- Key insights: Visa and Mastercard are embedding data center strategy into broader environmental initiatives.
- What's at stake: Data centers are growing as AI becomes more popular, drawing on local resources.
- Forward look: Payment experts say it's vital to have a data strategy despite the political pressure.
With data centers
Visa and Mastercard, two of the world's largest payment companies, say they have included the impact of data centers in their overall environmental, social and governance frameworks.
These goals cover numerous activities such as office footprints, supply chains and the impact
Given AI's demand for
Energizing
DitchCarbon, an energy tracking app, reports
DitchCarbon attributes Visa and Mastercard's performance to investments in virtual cards and other digital payment options. Mastercard reported "scope 1 and 2 emissions," which cover operations and purchase energy, fell 44% in 2025, passing the company's 38% target. Scope 3 emissions, which cover supply chain and purchased goods and services, fell 46% compared to a 20% target.
Visa in 2025 reported a total greenhouse gas emissions footprint of 685.3 million kilograms of carbon dioxide equivalent, covering all three scopes. In 2024, Visa reported total greenhouse gas emissions of 690.2 million kg.

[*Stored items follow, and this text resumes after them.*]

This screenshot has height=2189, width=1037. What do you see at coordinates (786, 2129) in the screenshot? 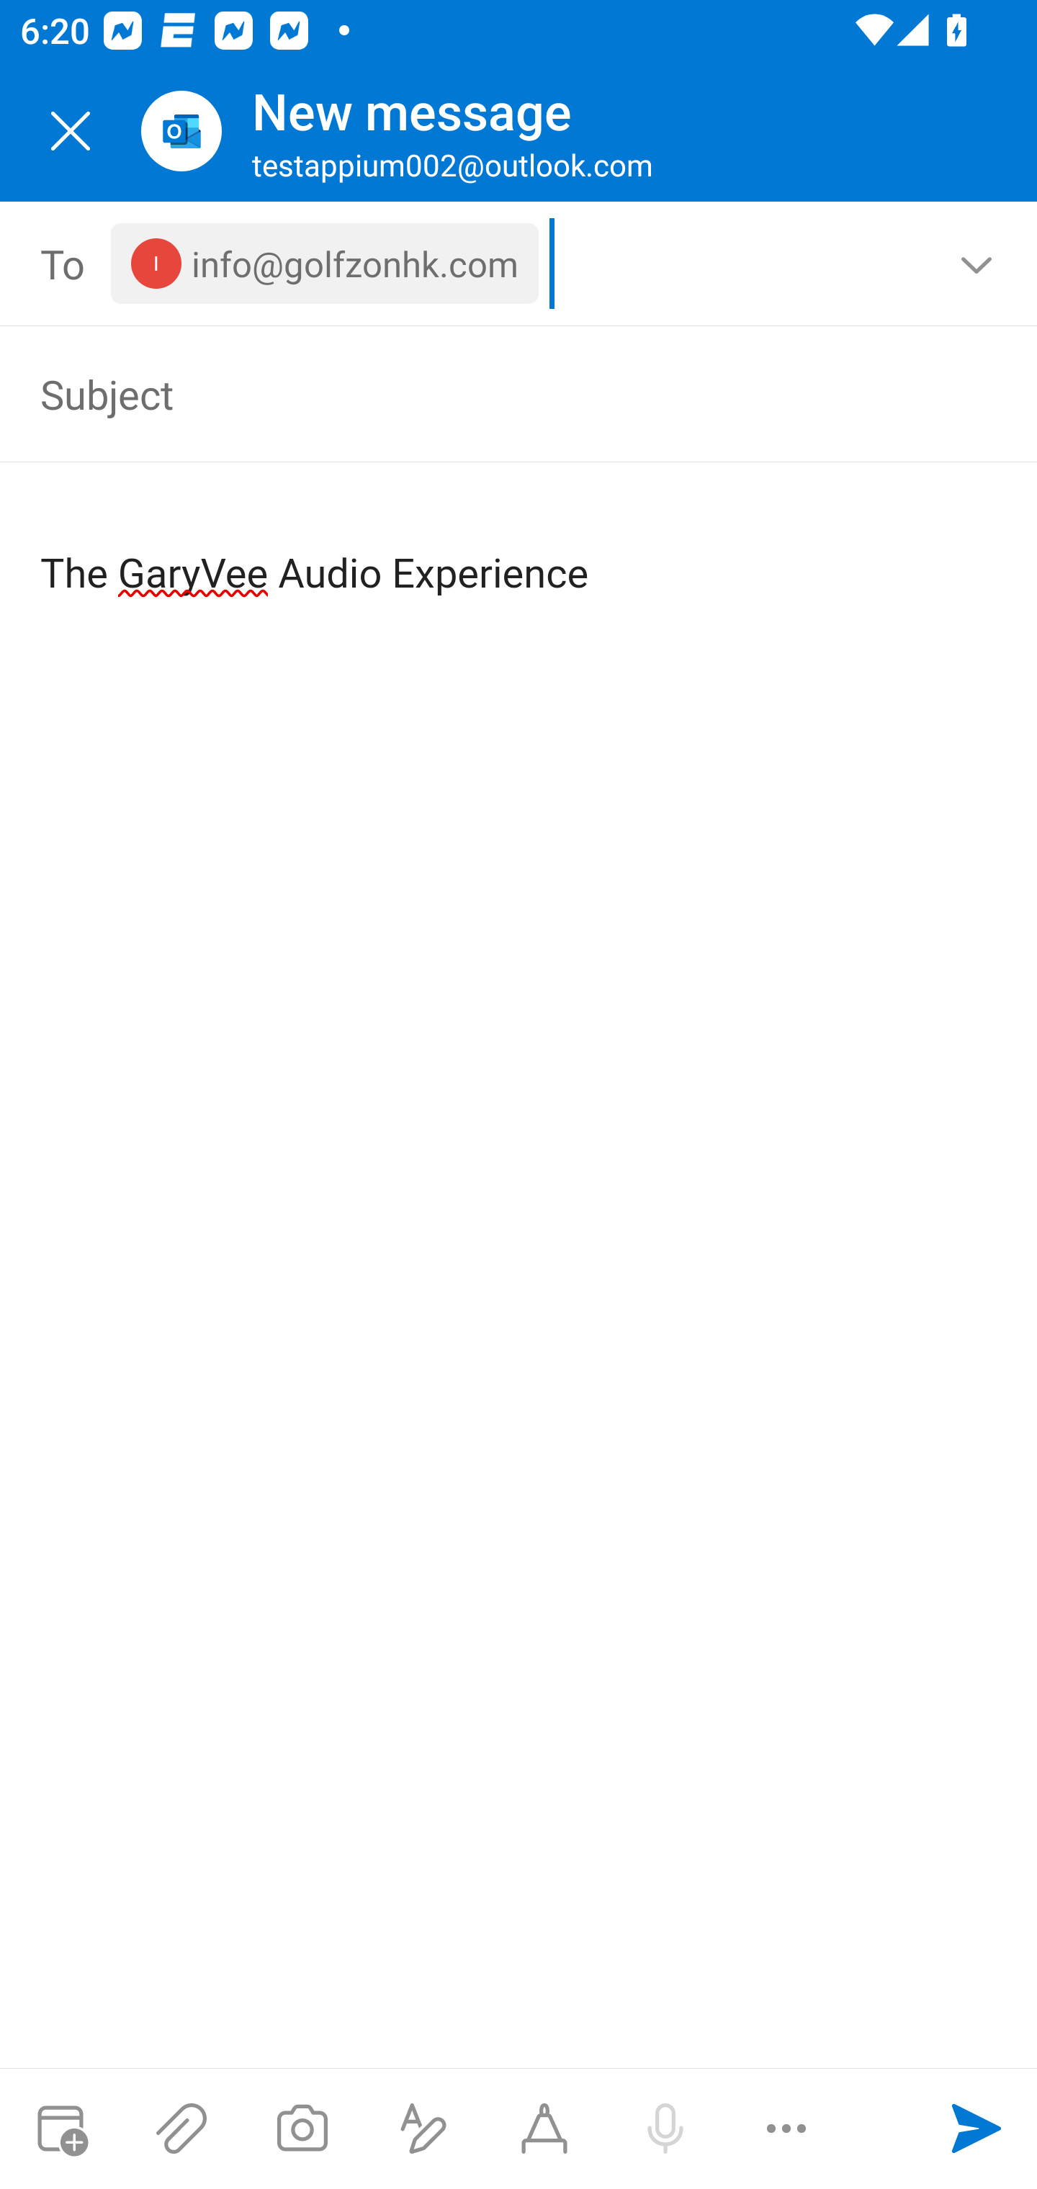
I see `More options` at bounding box center [786, 2129].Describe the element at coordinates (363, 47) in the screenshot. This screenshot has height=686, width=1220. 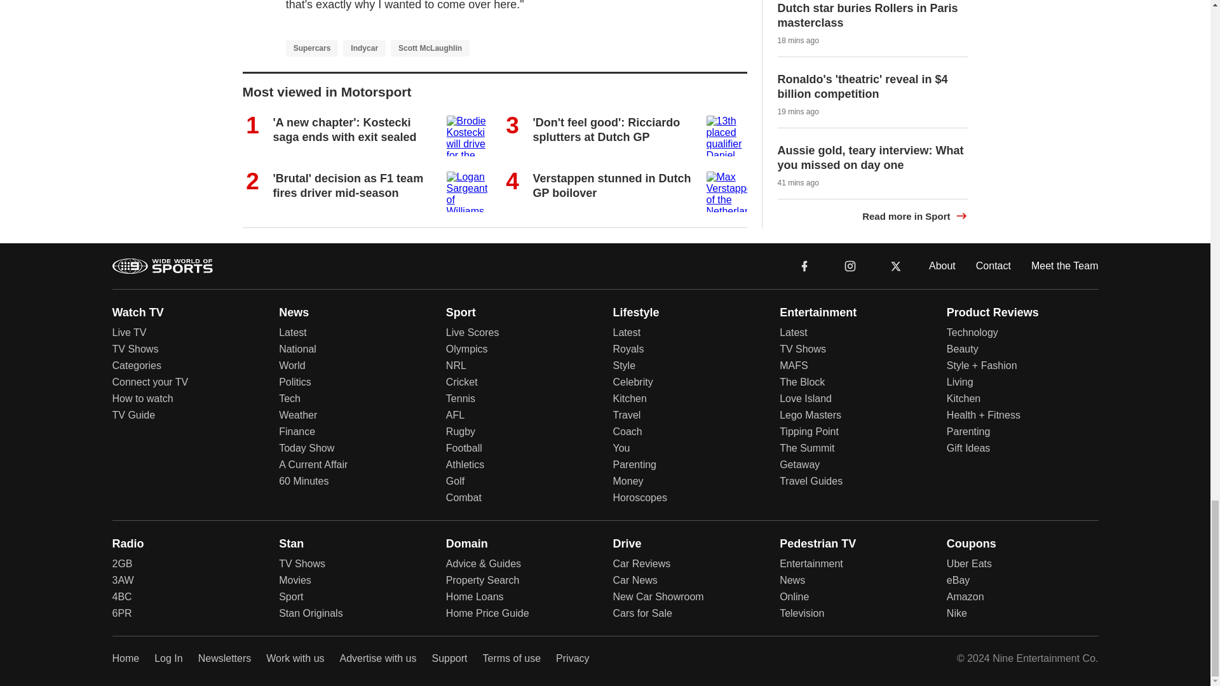
I see `Indycar` at that location.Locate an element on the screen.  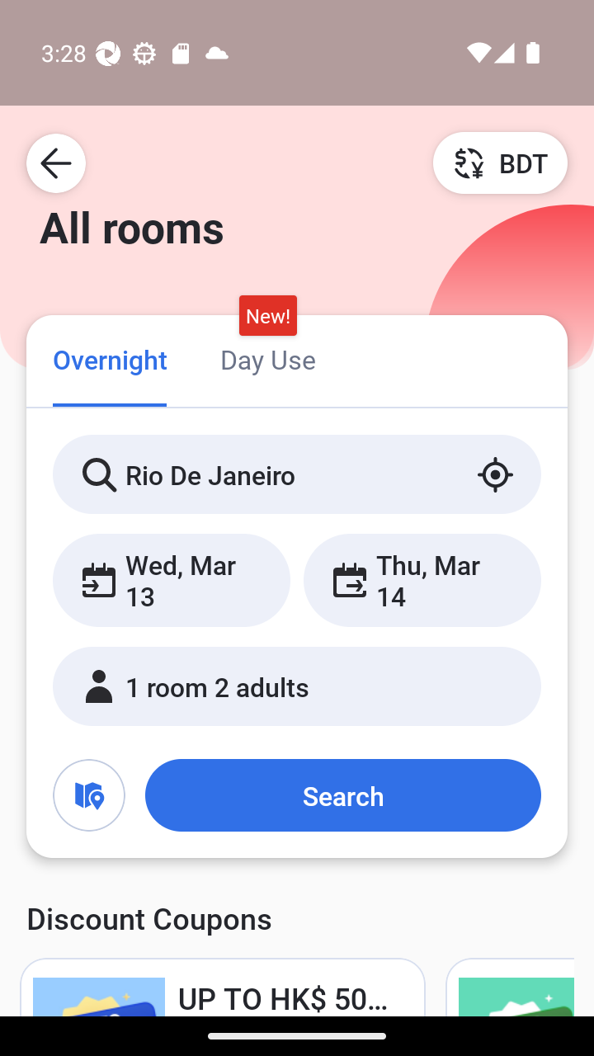
Day Use is located at coordinates (267, 358).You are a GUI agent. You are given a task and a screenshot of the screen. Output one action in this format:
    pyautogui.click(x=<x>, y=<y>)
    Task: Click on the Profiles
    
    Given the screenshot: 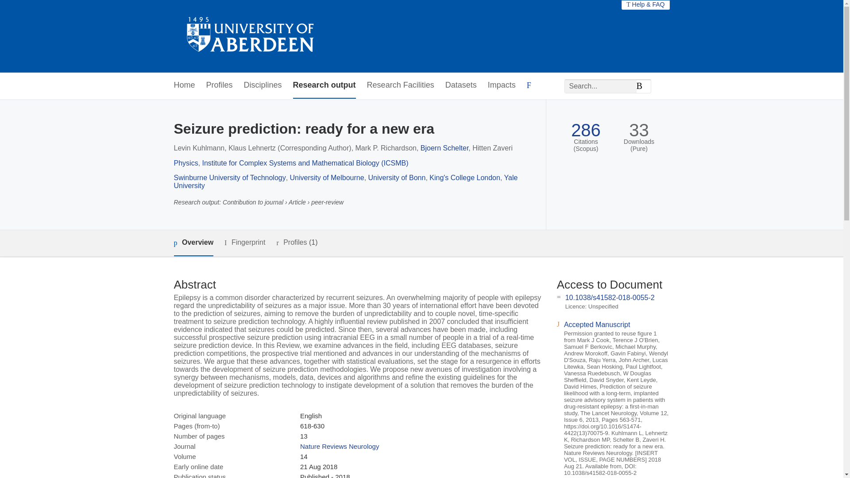 What is the action you would take?
    pyautogui.click(x=220, y=85)
    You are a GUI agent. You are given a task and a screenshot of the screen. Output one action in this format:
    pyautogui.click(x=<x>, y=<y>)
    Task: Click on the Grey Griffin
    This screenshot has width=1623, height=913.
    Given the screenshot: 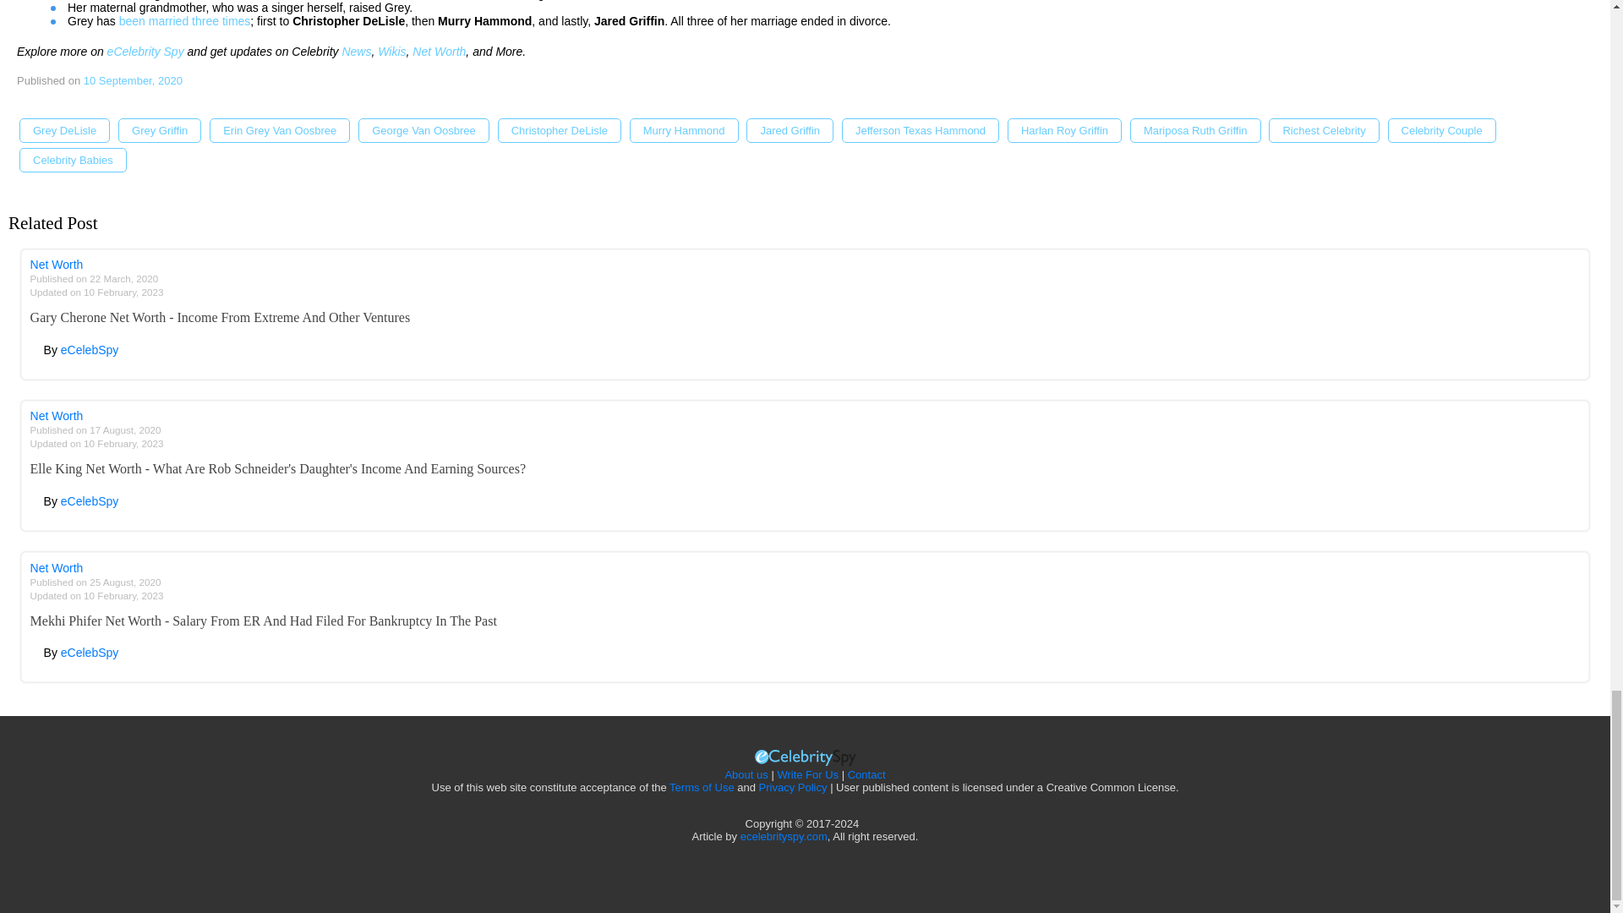 What is the action you would take?
    pyautogui.click(x=160, y=130)
    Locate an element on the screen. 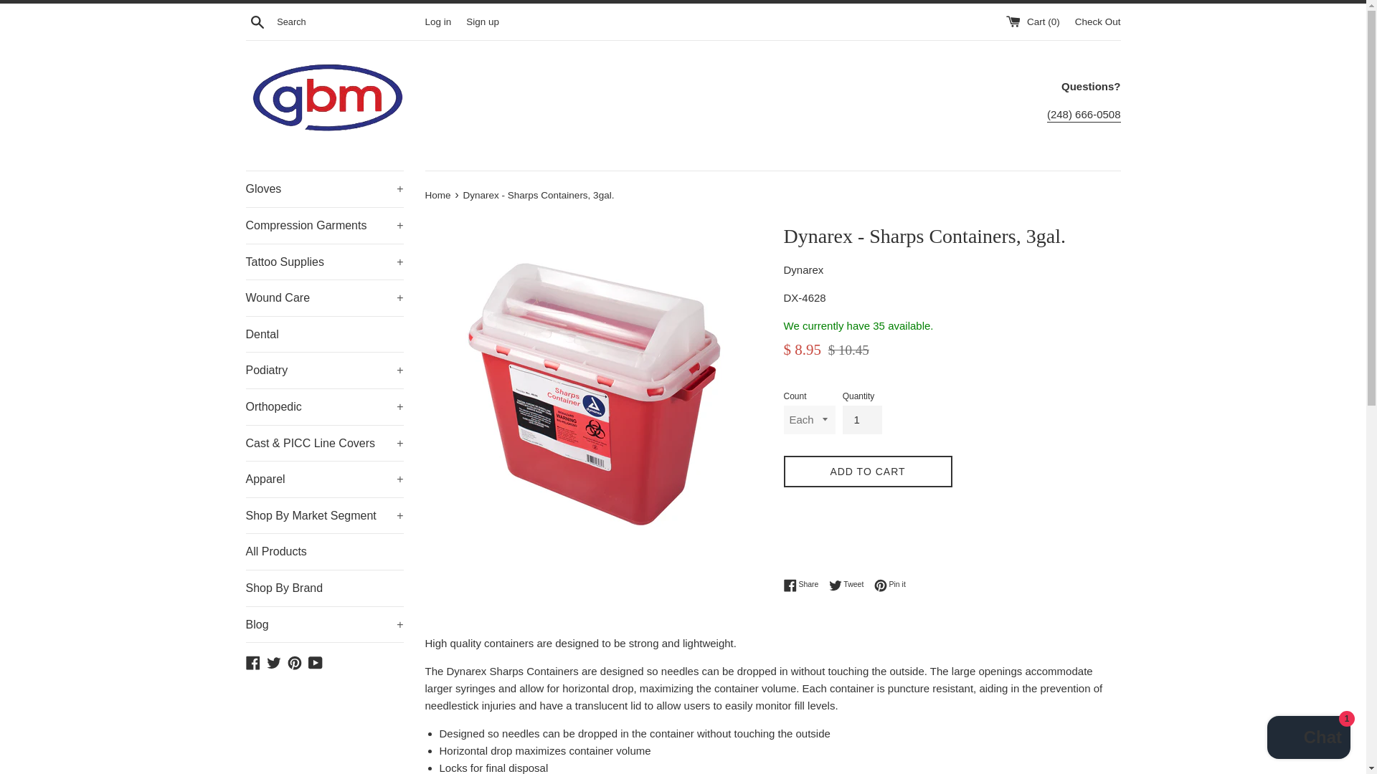  Shopping Cart is located at coordinates (1034, 20).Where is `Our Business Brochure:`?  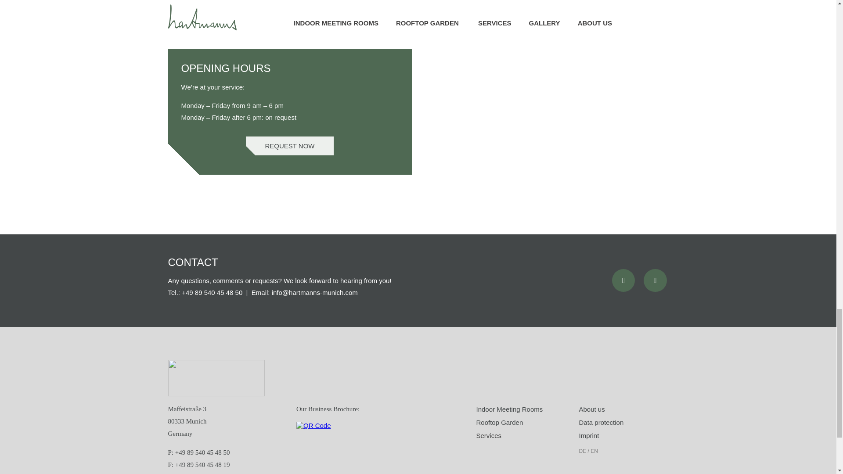
Our Business Brochure: is located at coordinates (328, 409). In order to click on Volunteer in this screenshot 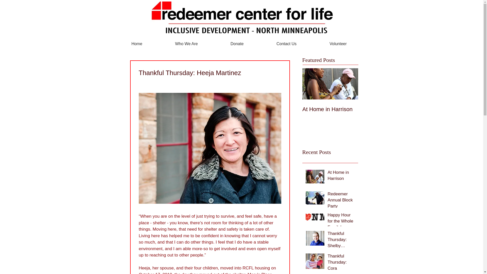, I will do `click(338, 44)`. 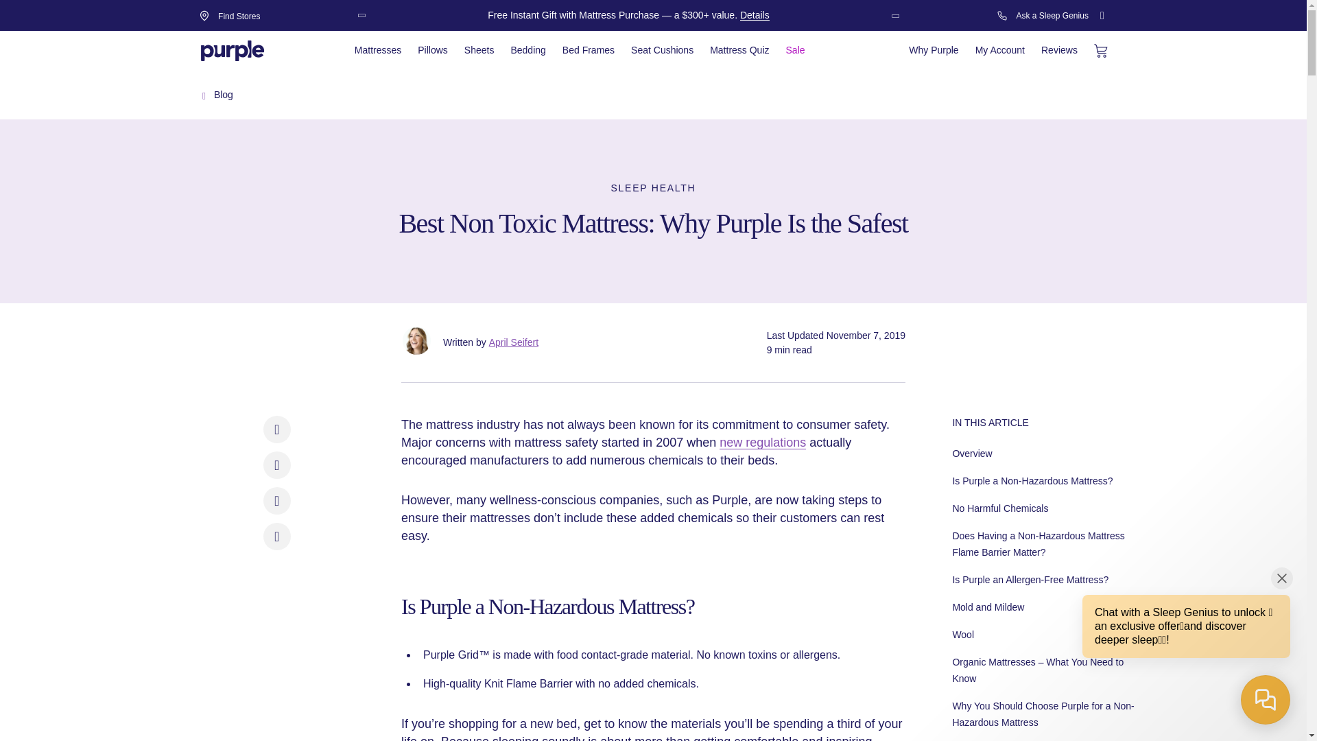 What do you see at coordinates (377, 51) in the screenshot?
I see `Mattresses` at bounding box center [377, 51].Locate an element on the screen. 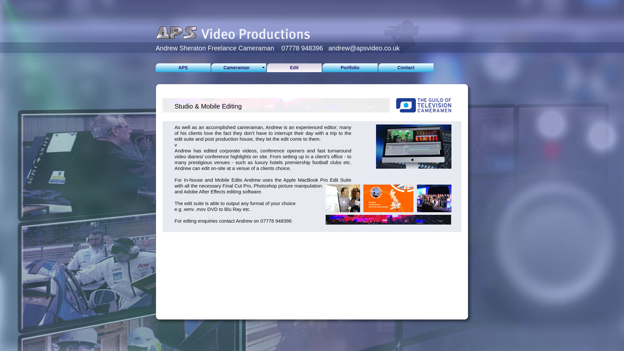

"Visa is working to responsibly manage the environmental footprint of our business, which primarily includes our data centers, offices, purchased goods and services, from our suppliers, business travel, and employee commuting. Central to this, we have set targets to reduce our greenhouse gas (GHG) emissions," the card network said in a
In an email, Mastercard's media office said, "We've set ambitious environmental sustainability targets and we are making great progress towards them," adding it has pledged to reach zero emissions by 2040.
"In the payments industry, I think there is an opportunity to build data centers in areas that have suffered from abandonment and decay, and to be generous to local communities, not just through tax revenue," Phillip Philliou, a payments industry consultant, told American Banker. As data centers become reliable, core customers of power utilities, the utilities can invest and improve, Philliou said. "Data centers are the only way, at this point in time, to ensure that payment businesses and regions remain competitive in this AI-driven environment. It's going to require a lot of sensitivity by the payment companies as the noise pollution created is apparently a real issue," Philliou said.
How do data centers fit in?
Mastercard and Visa did not say how many data centers they operate. Mastercard has about 60 data centers, according to
At Mastercard's St. Louis technology and data hub, the card network has built a solar field to support operations, and the company has made similar investments at data centers in the U.K. and Dubai.
"Our tech team has also built a real-time carbon dashboard, giving us granular energy and emissions data across our global data centers," Mastercard's press office said in an email, adding that In 2025, for the third year in a row, the company continued to see signs of decoupling growth from emissions: Revenue grew by 16% and emissions declined by 1%.
And in 2025, for the ninth consecutive year, Mastercard generated or sourced 100% of renewable energy for its operations. Visa said that as it scales its AI capabilities, the energy required to power these solutions will increase. To address this rising demand, the card network is migrating AI workloads to cloud platforms, which reduces onsite energy use and allows teams to scale computing capacity as needed.
"Our hybrid and multi-cloud approach, which combines our own infrastructure with multiple cloud providers, enables us to run AI workloads in efficient environments," Visa said in its corporate responsibility document.
Feeling the heat
The growth of AI is fueling data center construction and public attention. There are 68 data centers under construction, with 41 proposals, according to the
"Data centers have long relied on freshwater for cooling, but the AI boom has escalated that demand. In 2025, data centers consumed hundreds of billions of gallons of water for cooling and power generation. Developers are now tapping local rivers, aquifers, and municipal supplies at unprecedented rates to satisfy the thirst of data centers, putting the communities that host them at risk," the
The financial services industry has already seen pressure from data center opponents. Bank of Washington, a small bank in Missouri, recently received
Payment firms cannot afford to treat data‑center challenges as a corporate‑social‑responsibility or branding exercise, according to Eric Grover, principal at Intrepid Ventures.
"In a highly competitive and heavily regulated market, the fight over data‑center location is fundamentally a battle over input costs, operational resilience, and regulatory risk," Grover told American Banker.
Data centers follow the same economic logic as capital, jobs, and businesses: They migrate to countries, states and towns with lower energy costs, predictable permitting regimes and stable regulatory environments, and away from those with hostile or uncertain climates, according to Grover, adding power alone can represent 30% to 50% of a data center's operating expense, making energy‑price volatility and local utility policy competitive factors.
"Likewise, multi‑year permitting delays in some U.S. states and EU jurisdictions have already pushed hyperscalers and processors to shift capacity to more favorable regions," Grover said. "For payment networks and processors, the stakes are even higher. Data center location directly affects latency, uptime and redundancy, all of which are existential in a real‑time, always‑on industry."